Co-working areas in a form of renting office spaces and coffee place as a community
building space have become within last few years a new business opportunity among
designers, artists, and intellectuals in Medellín.
Many of the above-mentioned groups and initiatives cooperate with each other
based on the common values and goals. Not working explicitly with water, they are
the secret works of water or traces of water. Limitations of these initiatives imposed by
the urban segregation, differences in the access to the resources and the dominating
economic model generate criticism and new spaces for discussion, merge initiatives
and include new initially marginalized groups. All this slowly but steadily transforms the
city towards recognition of the importance of the public space as urban regeneration
that also implies greener, bluer, and more breathable city.
Water can be traced further towards the off grid urban, peri- and semiurban
and rural communities contesting the dominating structures and power relations in
tension and unfortunately as part of the continuous conflict (Roca-Servat & PerdomoSánchez, 2020).
Conclusion
Regeneration of multiple waterfronts in the city can create more sensibility towards
water together with more-than-human inhabitants of the city, however, it can also—
even if temporarily—reconfirm the oppressive system and its structure. At the same
time, water reveals structural incoherencies on the molecular and intuitive level,
social injustices in all its complexity and the profound nature of the problem by
bringing to the surface or magnifying the oppressive structures, conditions, and
practices that people are not always aware of. Without this awareness, any action
aimed at social and environmental change will be more difficult or even fruitless.

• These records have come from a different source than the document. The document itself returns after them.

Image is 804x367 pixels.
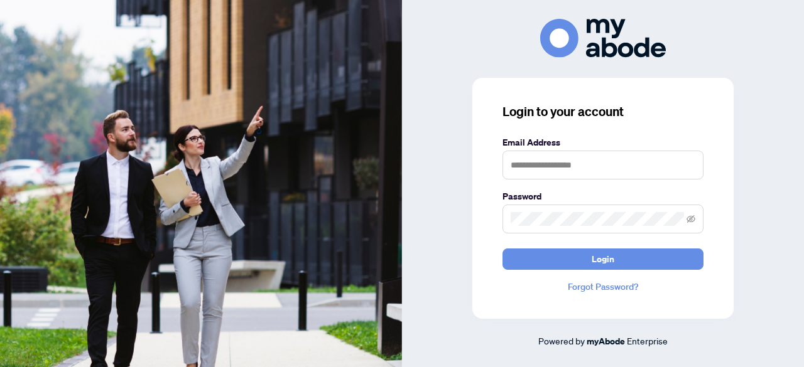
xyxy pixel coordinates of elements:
span: Powered by [538,335,585,347]
span: Enterprise [627,335,667,347]
a: Forgot Password? [502,280,703,294]
img: ma-logo [540,19,666,57]
a: myAbode [586,335,625,348]
label: Password [502,190,703,203]
span: Login [591,249,614,269]
button: Login [502,249,703,270]
h3: Login to your account [502,103,703,121]
label: Email Address [502,136,703,149]
span: eye-invisible [686,215,695,224]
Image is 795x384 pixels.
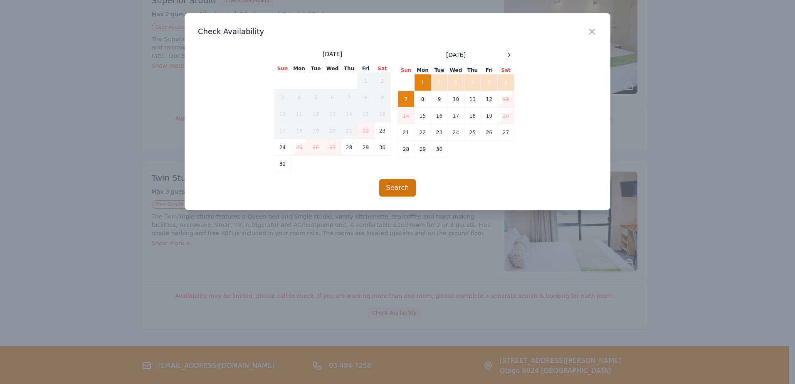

Water is present in the social discourse as a memory, nostalgia, and the public
motivator. It indicates the sites for possible solutions that have always been there.
Social longing for water evidences the role of water as a social solvent which yet
coexists with fear of water and the desire to control it. Recognizing and supporting
traces of water can facilitate and strengthen critical progression in the society,
based on more-than-humanist justice and care.
Aquatic logic, as water itself, has an enormous regenerating power of self and the
other in the city and beyond it. It is always the same and never the same all together.
It does not work within cause-and-effect paradigm but operates with non-linear
unpredictable and multidimensional affects. It does not destroy the limitations of the
imposed structures but just goes over, around, through or with them to produce what
better fits the momentous circumstances. It looks at limitations as at the opportunity
to create the new. Its regeneration is not re- but generation of the inclusive habitat that
provides life for anyone who wants to live in, around, through and with the city.
“In order to control myself, wrote Bruce Lee, I must first accept myself by going
with and not against my nature” (as cited in Popova, 2013). What the city of Medellín,
and possibly any other city, needs, is naive honesty in its relations with water.